Reformed Priests Protection Society
The Reformed Priests Protection Society was a charity founded in 1844 to support former Roman Catholic priests who converted to the Church of Ireland. It was also known as the Priests' Protection Society for Ireland or the Reformed Romanist Priests' Protection Society. The Society had four objects:
- to "protect Priests of good character, who conscientiously abandon the Church of Rome for the pure faith of the Gospel" and to find positions for them in parishes or as missionaries
- to "afford protection and education" to men who abandon studying for the Roman Catholic priesthood "in consequence of the influence of divine truth"
- to promote "Scriptural and anti-popish instruction" through sermons and pamphlets
- to "reform Romish Priests" worldwide
The Society's tracts were published by the "Religious Book and Tract Depository for Ireland", which shared its office and library on Sackville Street in Dublin. It was critical of the Catholic Church's ethos and practice, and hostile to St Patrick's College, Maynooth, the seminary of the Irish Roman Catholic hierarchy. It opposed the Maynooth Grant and other government policies conciliatory to Roman Catholicism in Ireland. The society nominated several former Maynooth students to give evidence to the 1853–1855 Royal Commission into the college. Among these were Denis Leyne Brasbie and W. J. Burke, who had converted prior to the society's formation and became early beneficiaries and advocates of its work. In 1844 proselytism around Dingle by the Irish Society for Promoting the Education of the Native Irish through the Medium of Their Own Language worried Bishop Cornelius Egan, who sent Brasbie as curate to bolster the ministry of Keelmelchedar parish. When Brasbie himself publicly converted, there was public unrest which made him fear for his safety, and he remained notorious in the local folk memory.

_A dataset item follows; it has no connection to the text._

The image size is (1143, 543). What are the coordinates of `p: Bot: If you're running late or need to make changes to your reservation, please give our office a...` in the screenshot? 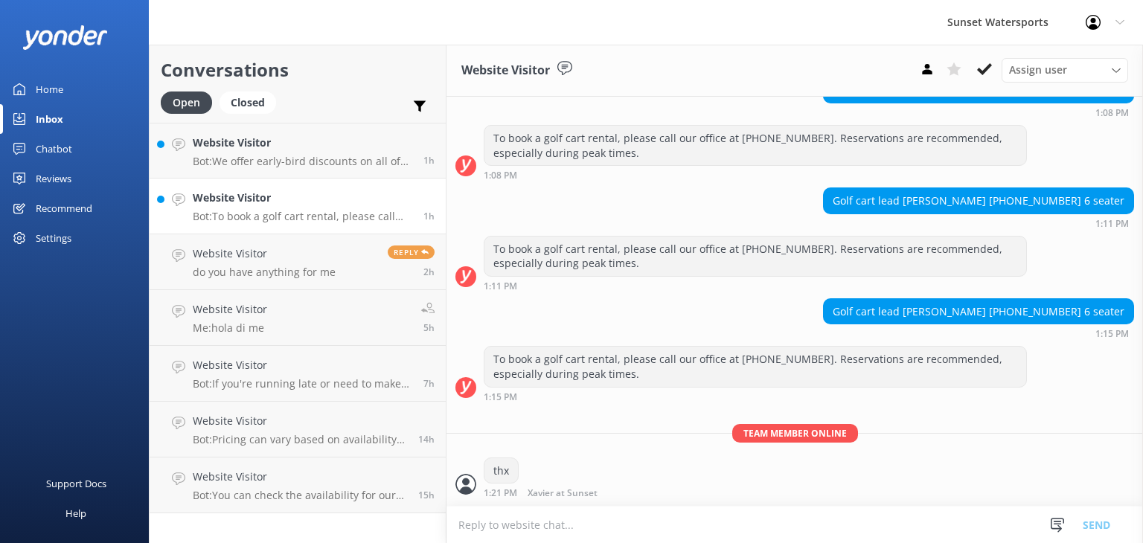 It's located at (302, 384).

By the 1870s the Society claimed to have supported over 100 converts, between priests and students. Thomas Scott was succeeded as secretary by Robert Wade Thompson, a justice of the peace and militia captain. In the 1920s Catholic priest E.J. Quigley that, although "ossibly the Society has still members, clerks, secretary and fund", it was "an extinct volcano". Quigley claimed there had only been 29 converted priests, of whom 12 were Irish, "about six" English, and the balance from the continent, including Alessandro Gavazzi and Giacinto Achilli; "the apostate priests of Europe... made Dublin their Mecca, and received woollens and wives from the Society".
The Society is mentioned in James Joyce's novel Ulysses, in one of the "hallucinations" in the "Circe" episode, when Dr Dixon says that "Professor Bloom is a finished example of the new womanly man.... He has written a really beautiful letter, a poem in itself, to the court missionary of the Reformed Priests Protection Society". This reflects a stereotypical association by Irish nationalists during the Gaelic revival of West Britonism with effeminacy; It may also allude to the New York Society for the Suppression of Vice, which had funded a 1921 obscenity suit against The Little Review for publishing draft excerpts from Ulysses.
the Reformed Priests Protection Society remains a registered charity with an address "care of the Irish Church Missions".